Finally: 80-90% there!

Finally: 80-90% there!

Written by:ModemMisuser
Published on October 12th, 2009 @ 06:20:06 am , using 624 words, 176 views
Posted in Computars/Gadgets

My attempts at moving to full-time Linux are well-documented here @ SoD. ;)

I made another attempt this weekend and I'm closer than I've ever been. Vista made this attempt a real nightmare, heh. Ah well.

When I built this box, I built it with 2 identical hard drives; a pair of 1TB Western Digitals. The plan was to have one drive for Vista and another for Linux: a very easy way to setup dual boot. All you have to do is goto into the BIOS and swap which drive is primary, and that will choose which OS to boot. That way Vista doesn't get odd about your boot sector/etc. Anyway... Heh.

When I installed Vista, apparently something very odd happened, that I never noticed, and really messed me up. Apparently, it put all its boot information - the boot loader and all that - on Drive 1, but all the data (programs, OS files, all that) was on Drive 2. I never noticed this, as I just installed Vista, it worked great and I went on with life.

When I went to install Linux, I just installed it to the blank (ish) drive which was reserved for it all along, and told it to put its boot loader (GRUB!) there. But... that's where Vista's boot info was. Even though Vista itself and all the programs/data were where they were supposed to be. So, of course... Vista wouldn't boot.

Startup Repair... nope. There's really no way to tell Vista "hey, dude, trust me... there's a valid Vista install and a bunch of programs sitting on this drive, just slap your boot info there and STFU and boot, suckah!". So... reinstalled Vista over the Linux installation to preserve the programs and data from the old Vista install - then copied said stuff over to the new Vista install. Verify boot info and actual "stuff" are on the same, proper drive, then proceed to install Linux again to the other drive. Sigh.

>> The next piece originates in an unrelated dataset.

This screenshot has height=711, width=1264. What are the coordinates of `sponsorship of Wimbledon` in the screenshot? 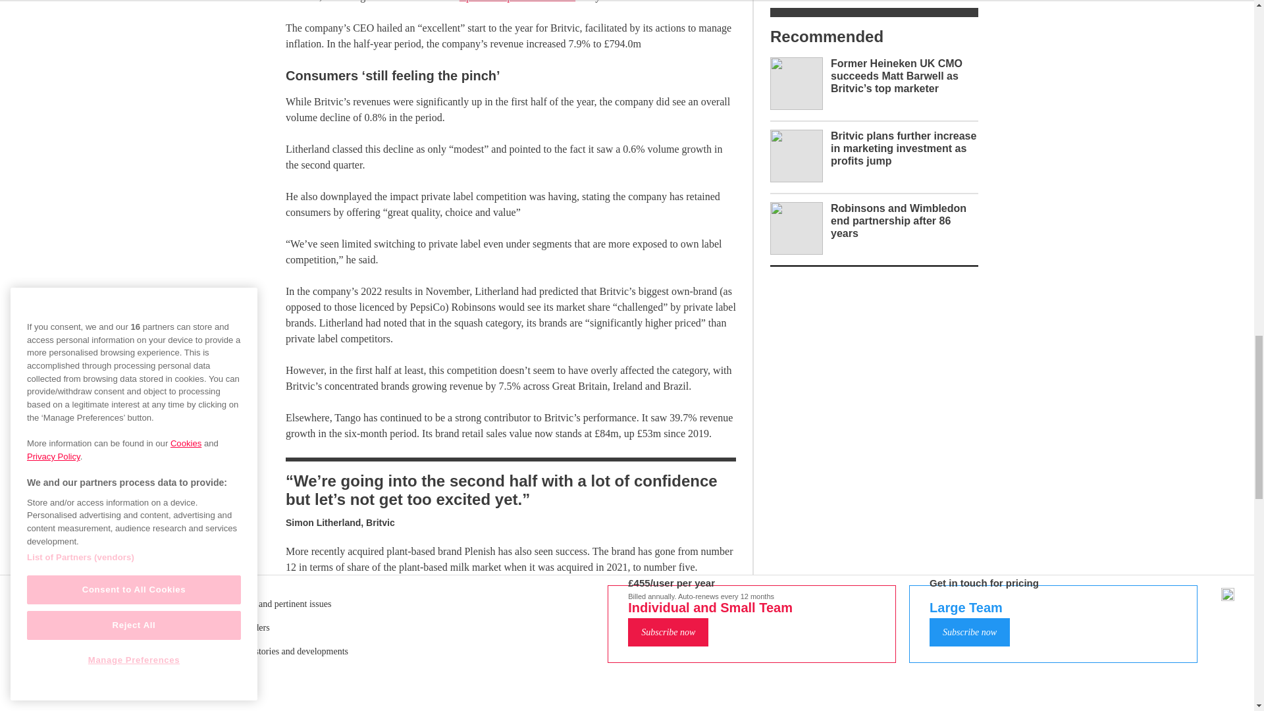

Linux install of course went textbook. Installed the proprietary nVidaia drivers and X wouldn't start. Some quick Google searching revealed the problem: nVidia's Linux drivers don't really like SLI all that much (and I have 2x GTX 295 cards), so you have to manually edit the X configuration file and provide the BusID of the device you want to be primary. Do so, whammo, working (and FAST!) X.

So before I went too far with pimping out my desktop and such, I wanted to make sure this was a viable project. I need to be able to play my games under Linux, and right now my primary game is EQ2. So add the WINE repository, download and install WINE, copy over my EQ2 installation and fire it up. Launchpad/patcher crash. Google for info. Need to get rid of wine-gecko. Bingo, working patcher. Working client. Working sound! Excellent performance, too! And that in KUNARK! Ok - viable!

I went on and pimped out my desktop. Got conky all setup. AWN setup. Killer themes and such installed and tweaked a bit! I'm in Linux heaven. Then it came time for my wife and I to play together and I had issues getting the client to run as it had before. Dunno what the issue was - I'd been doing a lot since then so who knows; might've just needed a reboot. But it was time for us to play so I just rebooted into Vista and we played. I'll figure it out today.

But, the thing is: I HAD EQ2 working perfectly, and so it should work again, it just might for some reason need a fresh boot or ... who knows. It was working though, so it will again. And I might be willing to deal with needing a fresh reboot, to be running full-time Linux finally!